A Quote by Ta-Nehisi Coates

The standard progressive approach of the moment is to mix color-conscious moral invective with color-blind public policy. — © Ta-Nehisi Coates
The standard progressive approach of the moment is to mix color-conscious moral invective with color-blind public policy.
'Color-blind' comes up - people say 'Oh, I'm color-blind and therefore can't be accused of racism,' but I think that if we are going to have an honest dialogue about racism, we have to admit that people of color are having a different experience.
For many years, I have been moved by the blue at the far edge of what can be seen, that color of horizons, of remote mountain ranges, of anything far away. The color of that distance is the color of an emotion, the color of solitude and of desire, the color of there seen from here, the color of where you are not. And the color of where you can never go.
The specter of color is apparent even when it goes unmentioned, and it is all too often the unseen force that influences public policy as well as private relationships. There is nothing more remarkable than the ingenuity that the various demarcations of the color line reflect. If only the same creative energy could be used to eradicate the color line; then its days would indeed be numbered.
The shiny red color of the soles has no function other than to identify to the public that they are mine. I selected the color because it is engaging, flirtatious, memorable, and the color of passion.
When you want full color perception, you must give up preferring some colors and hating others, for you can only hate one aspect of a color, not a whole color, it seems, hate being blind, like 'love.
Don't be color blind, be color brave. Embrace diversity as a competitive advantage.
And my point was one I think that you'd agree with, which is there's no room in America for a black racist, a Latino racist, or a white racist, or an Asian racist, or a Native American racist. Now, we're either color blind or we're not color blind.
I suppose the most marked example of color as structure is in the Byzantine use of mosaic decoration that becomes architecture. The decoration of the interiors so related to the form that they fuse. In less elaborate interior design this is always the ideal approach to color - used not only as just color alone.
We cannot afford to be color-blind, we have to be color-brave.
It's time we become comfortable with the uncomfortable conversations about race...Instead of being color blind, we need to be color brave.
Dark green is my favorite color. It's the color of nature and the color of money and the color of moss!
The great black and white draftsman, the sculptor, and the blind man know that form and color are separate. The form itself is what the blind man knows...Color is surface skin that fits over the form.
During college, when I was working full time for my father [the decorator Mark Hampton], I rented an apartment and I just couldn't take time off to paint it. So I went there one evening and stayed up all night painting the place what I thought was a lovely pale yellow. When the sun came up, I realized I'd painted the walls the color of insanity. I had to immediately mix in all my trim color to tone it down. Yellow is an electric color and wholly misleading. It becomes more yellow with the sun's yellow light on it. The moral is, even if you think your yellow is the one, go paler.
Full color experience is peculiarly satisfying even though it is exhausting and leaves you feeling two-thirds color blind when you're not making the effort.
I'm asking you not to be color blind, but to be color brave.
The fact is, that of all God's gifts to the sight of man, color, is the holiest, the most divine, the most solemn. We speak rashly of gay color and sad color, for color cannot at once be good and gay. All good color is in some degree pensive, the loveliest is melancholy, and the purest and most thoughtful minds are those which love color the most.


> [YOUR ASSIGNMENT] Scan the records below for the string "boxes" and return every line where it appears.

···

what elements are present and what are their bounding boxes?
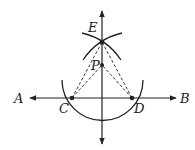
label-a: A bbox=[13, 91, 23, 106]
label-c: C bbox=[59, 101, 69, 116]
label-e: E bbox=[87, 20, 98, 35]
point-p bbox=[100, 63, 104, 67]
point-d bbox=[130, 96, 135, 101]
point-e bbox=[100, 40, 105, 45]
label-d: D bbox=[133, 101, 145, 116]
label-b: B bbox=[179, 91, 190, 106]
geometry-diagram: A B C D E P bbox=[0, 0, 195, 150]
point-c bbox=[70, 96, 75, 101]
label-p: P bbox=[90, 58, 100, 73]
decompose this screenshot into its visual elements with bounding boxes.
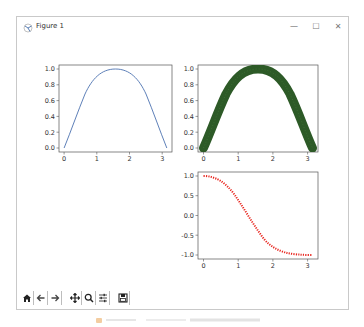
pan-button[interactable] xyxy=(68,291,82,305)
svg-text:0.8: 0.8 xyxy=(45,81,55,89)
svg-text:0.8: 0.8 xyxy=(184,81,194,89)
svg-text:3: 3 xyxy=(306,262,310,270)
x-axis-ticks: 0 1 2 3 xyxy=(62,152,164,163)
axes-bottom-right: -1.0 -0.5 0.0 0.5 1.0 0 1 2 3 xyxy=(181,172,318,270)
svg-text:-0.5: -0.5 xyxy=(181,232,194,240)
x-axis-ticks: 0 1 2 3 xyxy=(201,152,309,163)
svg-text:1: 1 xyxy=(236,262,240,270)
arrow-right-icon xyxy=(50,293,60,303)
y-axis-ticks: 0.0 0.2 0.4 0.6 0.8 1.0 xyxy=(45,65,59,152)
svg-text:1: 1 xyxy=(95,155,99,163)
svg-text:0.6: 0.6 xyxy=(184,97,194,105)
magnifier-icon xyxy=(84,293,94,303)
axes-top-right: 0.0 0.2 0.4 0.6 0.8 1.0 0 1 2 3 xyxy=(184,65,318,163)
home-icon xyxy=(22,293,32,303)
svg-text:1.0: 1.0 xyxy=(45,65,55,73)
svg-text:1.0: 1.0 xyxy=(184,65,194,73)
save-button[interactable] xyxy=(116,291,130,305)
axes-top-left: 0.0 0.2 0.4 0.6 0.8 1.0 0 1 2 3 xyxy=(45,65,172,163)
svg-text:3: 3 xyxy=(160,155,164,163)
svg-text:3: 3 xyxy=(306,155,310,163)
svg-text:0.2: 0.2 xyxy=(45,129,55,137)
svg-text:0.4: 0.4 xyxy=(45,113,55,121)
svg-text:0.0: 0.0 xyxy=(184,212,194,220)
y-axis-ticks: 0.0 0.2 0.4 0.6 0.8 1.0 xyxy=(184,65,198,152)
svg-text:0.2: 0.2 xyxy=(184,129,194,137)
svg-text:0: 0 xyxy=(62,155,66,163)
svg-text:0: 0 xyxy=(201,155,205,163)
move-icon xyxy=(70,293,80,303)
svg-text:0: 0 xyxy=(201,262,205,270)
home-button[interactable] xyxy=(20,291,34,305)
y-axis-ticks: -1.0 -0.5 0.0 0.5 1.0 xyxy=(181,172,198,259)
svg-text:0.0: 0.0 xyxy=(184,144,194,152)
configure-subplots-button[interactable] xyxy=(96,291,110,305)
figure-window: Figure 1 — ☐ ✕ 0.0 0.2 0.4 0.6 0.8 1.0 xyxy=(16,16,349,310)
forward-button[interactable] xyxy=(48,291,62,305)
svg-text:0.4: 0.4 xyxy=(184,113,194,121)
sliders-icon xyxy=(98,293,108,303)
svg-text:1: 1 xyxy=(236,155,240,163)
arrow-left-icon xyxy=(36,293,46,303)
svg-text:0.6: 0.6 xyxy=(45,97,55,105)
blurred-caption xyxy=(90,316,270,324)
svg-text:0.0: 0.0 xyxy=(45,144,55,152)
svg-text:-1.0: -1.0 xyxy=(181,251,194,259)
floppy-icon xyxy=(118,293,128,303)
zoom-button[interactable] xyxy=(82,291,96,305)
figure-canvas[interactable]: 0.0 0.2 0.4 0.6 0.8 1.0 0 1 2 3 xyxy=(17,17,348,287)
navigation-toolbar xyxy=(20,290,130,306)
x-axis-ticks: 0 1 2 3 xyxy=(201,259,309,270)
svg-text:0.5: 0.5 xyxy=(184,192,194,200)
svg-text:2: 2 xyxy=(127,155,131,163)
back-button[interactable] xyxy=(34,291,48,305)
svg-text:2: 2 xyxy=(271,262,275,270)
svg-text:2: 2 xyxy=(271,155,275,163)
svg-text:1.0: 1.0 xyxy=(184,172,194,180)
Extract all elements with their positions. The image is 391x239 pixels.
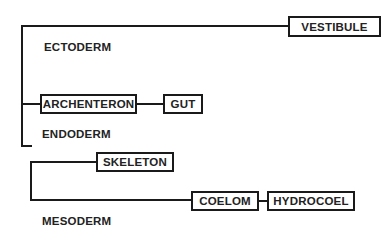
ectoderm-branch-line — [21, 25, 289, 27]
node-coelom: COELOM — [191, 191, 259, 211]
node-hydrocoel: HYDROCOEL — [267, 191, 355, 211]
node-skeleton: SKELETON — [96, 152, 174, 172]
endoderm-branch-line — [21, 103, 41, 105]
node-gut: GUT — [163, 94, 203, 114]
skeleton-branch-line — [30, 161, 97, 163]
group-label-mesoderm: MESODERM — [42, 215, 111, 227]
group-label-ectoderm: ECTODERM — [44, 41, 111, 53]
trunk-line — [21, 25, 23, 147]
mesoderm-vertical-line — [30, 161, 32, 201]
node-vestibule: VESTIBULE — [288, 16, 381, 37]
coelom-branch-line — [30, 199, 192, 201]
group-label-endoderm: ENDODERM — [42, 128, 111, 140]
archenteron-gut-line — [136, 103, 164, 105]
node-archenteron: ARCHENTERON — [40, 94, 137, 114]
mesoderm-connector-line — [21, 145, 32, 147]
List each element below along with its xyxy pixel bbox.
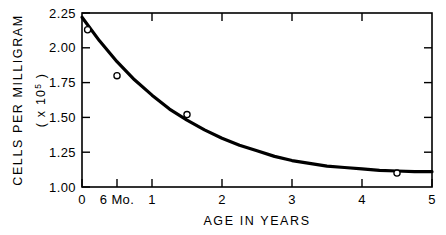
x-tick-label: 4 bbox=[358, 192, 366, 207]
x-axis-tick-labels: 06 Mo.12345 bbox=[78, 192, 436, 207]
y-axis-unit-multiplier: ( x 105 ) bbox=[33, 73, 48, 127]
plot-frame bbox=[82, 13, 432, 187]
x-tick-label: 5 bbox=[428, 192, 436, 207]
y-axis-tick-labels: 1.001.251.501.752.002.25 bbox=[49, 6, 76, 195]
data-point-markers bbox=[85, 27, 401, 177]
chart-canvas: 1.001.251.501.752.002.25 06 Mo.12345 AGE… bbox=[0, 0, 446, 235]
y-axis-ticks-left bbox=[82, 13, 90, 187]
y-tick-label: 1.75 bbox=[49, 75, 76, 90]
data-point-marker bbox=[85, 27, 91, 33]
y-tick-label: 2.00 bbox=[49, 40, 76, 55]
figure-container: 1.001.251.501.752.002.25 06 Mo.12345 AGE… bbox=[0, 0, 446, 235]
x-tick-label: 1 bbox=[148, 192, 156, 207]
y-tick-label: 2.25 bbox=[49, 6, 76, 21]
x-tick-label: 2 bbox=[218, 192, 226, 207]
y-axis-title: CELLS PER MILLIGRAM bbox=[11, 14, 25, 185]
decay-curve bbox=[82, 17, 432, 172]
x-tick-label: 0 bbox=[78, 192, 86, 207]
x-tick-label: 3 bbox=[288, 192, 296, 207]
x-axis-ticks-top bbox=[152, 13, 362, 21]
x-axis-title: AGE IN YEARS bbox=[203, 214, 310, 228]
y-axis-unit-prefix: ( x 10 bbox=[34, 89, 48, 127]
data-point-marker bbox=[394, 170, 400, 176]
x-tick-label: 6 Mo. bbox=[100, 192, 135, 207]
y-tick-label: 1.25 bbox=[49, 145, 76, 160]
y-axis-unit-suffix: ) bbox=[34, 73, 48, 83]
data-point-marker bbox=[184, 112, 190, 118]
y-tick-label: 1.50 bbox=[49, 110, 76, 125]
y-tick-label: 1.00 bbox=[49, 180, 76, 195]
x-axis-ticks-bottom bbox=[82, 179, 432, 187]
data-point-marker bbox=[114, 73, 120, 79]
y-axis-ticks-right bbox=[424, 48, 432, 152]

···

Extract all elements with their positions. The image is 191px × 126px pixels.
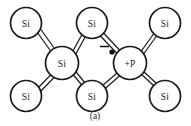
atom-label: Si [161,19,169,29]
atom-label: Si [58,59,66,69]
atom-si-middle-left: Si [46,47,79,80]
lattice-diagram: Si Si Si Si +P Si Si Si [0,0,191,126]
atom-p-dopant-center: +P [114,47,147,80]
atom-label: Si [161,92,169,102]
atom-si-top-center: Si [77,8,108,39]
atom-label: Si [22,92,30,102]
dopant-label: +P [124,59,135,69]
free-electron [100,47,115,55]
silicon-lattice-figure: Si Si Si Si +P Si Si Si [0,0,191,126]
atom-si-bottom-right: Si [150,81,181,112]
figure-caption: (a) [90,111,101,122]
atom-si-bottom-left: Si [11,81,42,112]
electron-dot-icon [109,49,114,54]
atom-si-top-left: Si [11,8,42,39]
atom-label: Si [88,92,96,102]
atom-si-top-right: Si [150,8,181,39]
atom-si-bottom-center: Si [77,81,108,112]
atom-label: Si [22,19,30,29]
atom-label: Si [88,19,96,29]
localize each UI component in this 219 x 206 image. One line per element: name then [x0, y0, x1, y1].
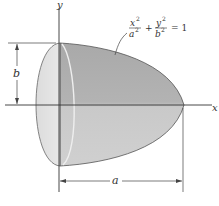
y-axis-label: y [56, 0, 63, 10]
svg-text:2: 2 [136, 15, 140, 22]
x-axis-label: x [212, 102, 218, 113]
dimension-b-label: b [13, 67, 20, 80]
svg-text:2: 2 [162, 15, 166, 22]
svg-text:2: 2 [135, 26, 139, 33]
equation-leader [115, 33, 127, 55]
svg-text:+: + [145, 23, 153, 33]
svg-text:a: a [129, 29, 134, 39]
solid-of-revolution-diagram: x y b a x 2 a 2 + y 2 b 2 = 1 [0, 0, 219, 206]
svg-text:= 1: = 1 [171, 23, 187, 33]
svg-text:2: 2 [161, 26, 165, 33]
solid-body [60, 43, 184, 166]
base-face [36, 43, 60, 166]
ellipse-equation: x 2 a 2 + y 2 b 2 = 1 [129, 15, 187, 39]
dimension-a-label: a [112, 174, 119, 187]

···

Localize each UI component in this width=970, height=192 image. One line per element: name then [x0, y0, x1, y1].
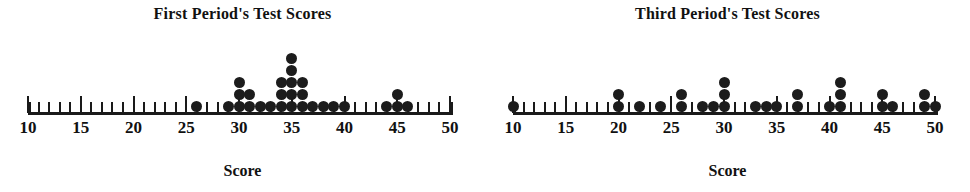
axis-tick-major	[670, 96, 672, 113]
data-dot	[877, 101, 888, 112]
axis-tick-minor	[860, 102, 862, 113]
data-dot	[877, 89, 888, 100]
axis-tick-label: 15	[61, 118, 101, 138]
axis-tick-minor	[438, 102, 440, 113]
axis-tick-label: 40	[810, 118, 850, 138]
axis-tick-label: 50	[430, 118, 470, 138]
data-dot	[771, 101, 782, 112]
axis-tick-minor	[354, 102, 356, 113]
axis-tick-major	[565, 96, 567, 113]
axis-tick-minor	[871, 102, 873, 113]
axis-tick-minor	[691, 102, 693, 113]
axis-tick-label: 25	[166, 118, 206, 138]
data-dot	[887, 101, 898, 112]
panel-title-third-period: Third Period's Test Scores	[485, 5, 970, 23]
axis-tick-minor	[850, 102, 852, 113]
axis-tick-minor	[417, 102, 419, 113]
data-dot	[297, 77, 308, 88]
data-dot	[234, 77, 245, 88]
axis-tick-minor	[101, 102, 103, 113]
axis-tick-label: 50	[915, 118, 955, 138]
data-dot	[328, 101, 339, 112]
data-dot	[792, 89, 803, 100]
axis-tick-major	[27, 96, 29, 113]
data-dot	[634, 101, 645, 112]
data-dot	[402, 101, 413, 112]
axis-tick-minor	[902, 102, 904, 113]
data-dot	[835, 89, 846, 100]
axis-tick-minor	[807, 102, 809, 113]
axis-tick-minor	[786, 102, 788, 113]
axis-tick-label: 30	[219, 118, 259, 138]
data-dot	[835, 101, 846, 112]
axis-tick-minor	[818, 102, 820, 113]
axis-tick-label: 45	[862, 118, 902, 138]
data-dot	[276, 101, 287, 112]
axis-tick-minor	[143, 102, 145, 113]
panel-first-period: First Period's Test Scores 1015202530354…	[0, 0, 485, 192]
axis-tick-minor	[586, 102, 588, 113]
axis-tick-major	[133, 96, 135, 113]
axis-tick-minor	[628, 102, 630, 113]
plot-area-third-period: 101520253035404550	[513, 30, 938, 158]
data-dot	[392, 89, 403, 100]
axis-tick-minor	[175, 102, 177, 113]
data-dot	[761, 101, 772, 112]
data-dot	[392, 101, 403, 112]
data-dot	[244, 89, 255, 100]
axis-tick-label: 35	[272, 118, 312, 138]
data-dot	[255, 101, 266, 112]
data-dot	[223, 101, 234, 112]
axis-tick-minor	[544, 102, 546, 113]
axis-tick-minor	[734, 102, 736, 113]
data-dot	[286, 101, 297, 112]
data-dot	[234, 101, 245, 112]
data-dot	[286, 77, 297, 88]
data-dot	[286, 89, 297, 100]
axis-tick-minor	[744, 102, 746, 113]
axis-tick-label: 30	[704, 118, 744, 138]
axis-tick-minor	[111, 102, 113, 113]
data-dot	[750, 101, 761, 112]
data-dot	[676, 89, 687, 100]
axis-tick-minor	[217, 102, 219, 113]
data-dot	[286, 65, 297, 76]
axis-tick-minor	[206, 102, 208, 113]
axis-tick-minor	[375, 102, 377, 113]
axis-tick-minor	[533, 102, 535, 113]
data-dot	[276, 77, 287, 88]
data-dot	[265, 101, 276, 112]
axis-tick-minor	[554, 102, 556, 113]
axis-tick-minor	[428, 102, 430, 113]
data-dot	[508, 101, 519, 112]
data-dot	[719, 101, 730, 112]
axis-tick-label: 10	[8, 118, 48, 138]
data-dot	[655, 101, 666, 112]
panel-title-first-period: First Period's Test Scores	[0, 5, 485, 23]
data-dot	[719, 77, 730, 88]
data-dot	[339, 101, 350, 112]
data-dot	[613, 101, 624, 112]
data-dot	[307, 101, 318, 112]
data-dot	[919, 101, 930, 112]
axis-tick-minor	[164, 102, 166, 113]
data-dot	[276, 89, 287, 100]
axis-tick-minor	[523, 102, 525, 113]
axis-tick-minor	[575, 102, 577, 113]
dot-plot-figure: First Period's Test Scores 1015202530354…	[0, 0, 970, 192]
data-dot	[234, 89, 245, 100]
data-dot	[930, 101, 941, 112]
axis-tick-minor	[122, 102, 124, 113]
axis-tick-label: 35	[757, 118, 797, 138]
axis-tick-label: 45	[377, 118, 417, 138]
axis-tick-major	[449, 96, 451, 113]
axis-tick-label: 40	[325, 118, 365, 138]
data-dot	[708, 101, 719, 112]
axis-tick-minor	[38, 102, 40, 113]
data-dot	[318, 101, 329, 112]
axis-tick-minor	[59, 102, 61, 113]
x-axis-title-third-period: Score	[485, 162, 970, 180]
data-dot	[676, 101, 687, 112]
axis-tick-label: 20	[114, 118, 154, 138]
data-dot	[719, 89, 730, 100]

···

> [ANSWER]
what elements are present and what are their bounding boxes?
decompose this screenshot into its visual elements with bounding boxes.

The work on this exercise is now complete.